Until recently, social-scientific approaches to Christianity have often been informed by a rather selective understanding of Christianity, stressing its ascetic components premised on a body-spirit dualism and seeing its importance mainly as a harbinger of secular modernity. Hence, where Christianity was studied outside the West it has usually been peripheral and viewed as an alien intrusion, undermining local cosmologies. However, rather than a religious rejection of the world, Pentecostalism accommodates to the world and modernity. It transcends locality by promulgating a universal imaginary of the world , while at the same time incorporating itself successfully into the socio-cultural contexts of any new cultures it encounters. The fundamental fluidity of the transnational Pentecostal network is conducive for its flexibility to react on the enormous upheavals and changes in a globalized world and to accommodate to them in constructive ways. Thus, Pentecostalism can be regarded as a paradigmatic case of a glocalized religion: it has the ability to adapt itself to local conditions while maintaining and preserving its distinct religious features at the same time.
This study focuses on the different theoretical attempts made to explain the massive global expansion of Pentecostalism, and its relation to broader processes of globalization. It discusses to what extent and in what complex ways the Pentecostal movement is interrelated to processes of cultural globalization. By looking at the internal religious characteristics of Pentecostal discourse and discursive practices, and their articulations within the external circumstances of globalization, it tries to untangle some of the complexities that emerge when theorizing the globalization of Pentecostalism.

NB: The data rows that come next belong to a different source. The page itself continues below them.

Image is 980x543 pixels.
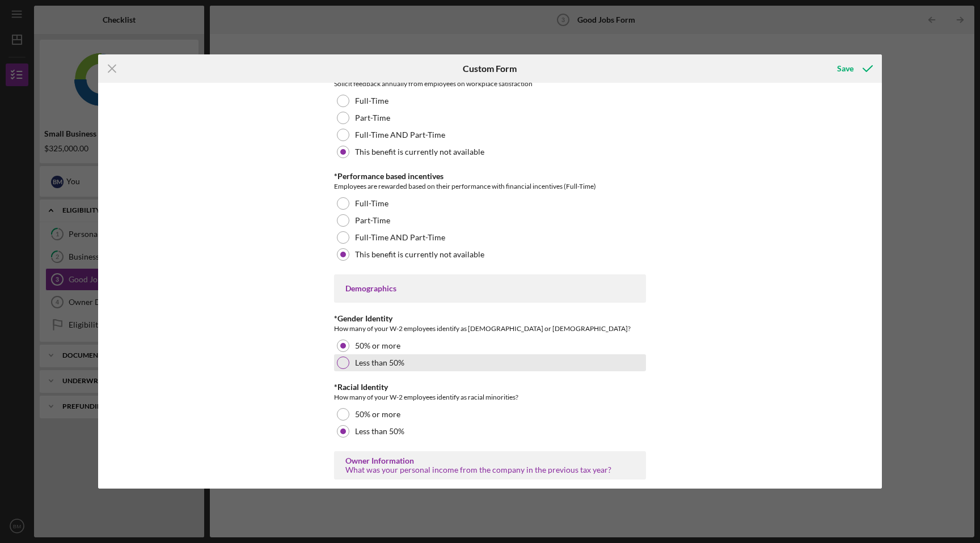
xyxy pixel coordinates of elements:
label: Full-Time AND Part-Time [355,130,445,139]
label: Full-Time [355,199,389,208]
div: How many of your W-2 employees identify as racial minorities? [334,392,646,404]
label: Part-Time [355,113,391,123]
div: Employees are rewarded based on their performance with financial incentives (Full-Time) [334,181,646,192]
label: Part-Time [355,216,391,225]
div: Solicit feedback annually from employees on workplace satisfaction [334,78,646,89]
label: Full-Time AND Part-Time [355,233,445,242]
label: 50% or more [355,410,401,419]
label: This benefit is currently not available [355,250,484,259]
div: What was your personal income from the company in the previous tax year? [345,466,635,475]
div: Save [837,58,854,80]
div: *Gender Identity [334,314,646,324]
label: 50% or more [355,341,401,351]
div: Owner Information [345,457,635,466]
div: Demographics [345,285,635,293]
label: Less than 50% [355,359,404,367]
div: *Racial Identity [334,383,646,392]
label: Less than 50% [355,427,404,436]
label: Full-Time [355,97,389,105]
button: Save [826,58,882,80]
label: This benefit is currently not available [355,148,484,156]
div: *Performance based incentives [334,172,646,181]
div: How many of your W-2 employees identify as [DEMOGRAPHIC_DATA] or [DEMOGRAPHIC_DATA]? [334,324,646,335]
h6: Custom Form [463,63,517,73]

Matthias Deininger was born in 1978. He grew up and spent his formative years in Germany and Southeast Asia, and therefore, he speaks English, Thai, Bahasa Indonesia and Arabic, in addition to his native language German. He holds a B.A. in cultural studies from the University of Lucerne, Switzerland, and has recently graduated from the University of Bern, Switzerland (M.A. in religious cultures at the Center for Global Studies). As the author comes from a multicultural background, and as he has gathered a lot of extensive travel experience, he has developed a keen interest in understanding other cultures, and the dynamics of cultural globalization processes.